Caption Contest 102 Tips

Caption Contest 102 Tips

Tips for Caption Contest 102

You can’t walk into a wing shop without committing to a flavor. Mild, hot, atomic, something called “regret.” Now imagine making that choice while also responsible for guiding souls to eternal peace.

Our celestial customer isn’t grabbing lunch — they’re shopping for equipment. This is a supply run. A divine parts replacement. The halo stayed at home, but the warranty apparently didn’t.

There’s something inherently funny about sacred logistics. Heaven runs on paperwork. Angels need maintenance. And apparently the afterlife outsources to a strip-mall franchise with laminated menus.

The joke space lives right between holiness and hospitality service: eternity meets combo platter.

Getting Started: What’s in the Image?

Literal inventory first.

An angel is inside a chicken wing restaurant. Not eating wings — selecting wings. Replacement wings. Product wings. Probably comparing sizes.

The setting matters:

  • Counter service, not a cathedral

  • Fluorescent lighting, not divine glow

  • Menu boards with spice levels

  • Workers who have definitely seen worse customers

Key visual tensions:

  • Sacred being vs everyday errand

  • Biological wings vs food wings

  • Spiritual transcendence vs loyalty punch card

  • Immortality vs “extra napkins?”

The humor begins by acknowledging the image is already a pun — but you still need a second idea layered on top. Don’t stop at recognition.

Think Beneath the Surface

The strongest captions won’t just notice the pun; they’ll explore its consequences.

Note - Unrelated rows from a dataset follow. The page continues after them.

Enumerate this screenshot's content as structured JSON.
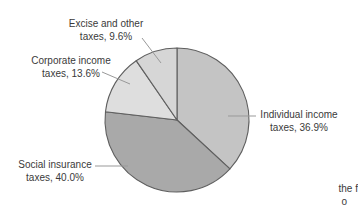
{
  "chart_data": {
    "type": "pie",
    "categories": [
      "Individual income taxes",
      "Social insurance taxes",
      "Corporate income taxes",
      "Excise and other taxes"
    ],
    "values": [
      36.9,
      40.0,
      13.6,
      9.6
    ],
    "slice_colors": [
      "#c4c4c4",
      "#a9a9a9",
      "#dedede",
      "#d6d6d6"
    ],
    "start_angle": "12-oclock",
    "direction": "clockwise",
    "legend_position": "none",
    "callouts": [
      {
        "line1": "Individual income",
        "line2": "taxes, 36.9%"
      },
      {
        "line1": "Social insurance",
        "line2": "taxes, 40.0%"
      },
      {
        "line1": "Corporate income",
        "line2": "taxes, 13.6%"
      },
      {
        "line1": "Excise and other",
        "line2": "taxes, 9.6%"
      }
    ]
  },
  "partial_text": {
    "line1": "the f",
    "line2": "o"
  },
  "colors": {
    "background": "#ffffff",
    "slice_stroke": "#5f5f5f",
    "leader_line": "#999999",
    "label_text": "#3a3a3a"
  }
}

If angels replace wings, what else exists?

  • Repair schedules

  • Performance upgrades

  • Brand preferences

  • Seasonal menus

  • Customer service disputes

You’re not describing a joke — you’re describing a world.

Consider angles:

Operational Heaven
Maybe the afterlife runs like an airline maintenance department.

Consumer Heaven
Angels have opinions, reviews, and brand loyalty.

Biological Absurdity
Are edible wings morally complicated for angels?

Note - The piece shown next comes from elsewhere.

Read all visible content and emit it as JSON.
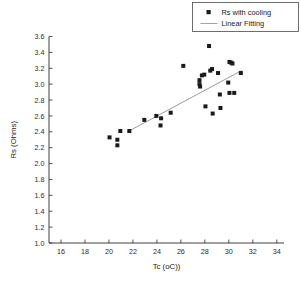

Professional Embarrassment
This is a uniform malfunction in public.

Flavor Theology
Spice levels mapped to sins, virtues, or afterlife tiers.

Your goal: expand the logic of the image until it becomes inevitable.

Examples:
Example: “Heaven switched suppliers after the incident.”
Example: “Requested aerodynamic, received barbecue.”
Example: “Warranty voided by holy water.”

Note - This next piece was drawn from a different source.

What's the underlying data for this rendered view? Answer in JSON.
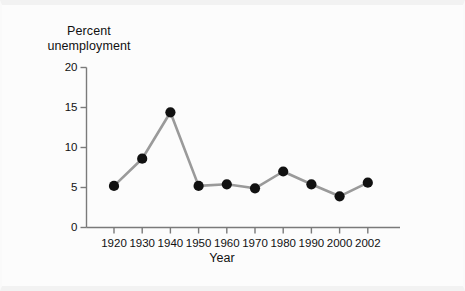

General Tips on How to Be Funny

Be specific about the problem
Funny comes from consequences, not recognition. Don’t say “angel buying wings.” Say what goes wrong about that situation.

Use institutional language
Bureaucracy applied to fantasy is reliably effective. Policies, procedures, forms, upgrades — they ground the absurd.

Examples:
Example: “Filed under routine celestial maintenance.”
Example: “Approved by the Department of Miracles.”

Avoid describing the photo
If your caption could be replaced with a pointing finger, it’s a label, not a joke.

Escalate logically
Take the premise one step further than expected, not ten steps sideways. The humor should feel like a reasonable conclusion.

Contrast tone
Formal phrasing applied to ridiculous contexts works well here. Angels are dignified; wing shops are not.

Examples:
Example: “Please initial next to eternal salvation.”
Example: “Standard issue was discontinued.”

Pick a perspective
Who is speaking?

  • The angel

  • The cashier

  • Management

  • Heaven HR

  • A disappointed customer behind them

Commit to that viewpoint completely. Mixed perspectives weaken the joke.

Restraint beats explanation
Shorter captions land harder when the idea is clear. If you need a second sentence to clarify, the first sentence isn’t doing enough work.

Final Thought

This image rewards writers who treat nonsense seriously. The more practical you make the divine supply chain, the funnier the universe becomes.

Enter the contest and show us your best take on heavenly customer service.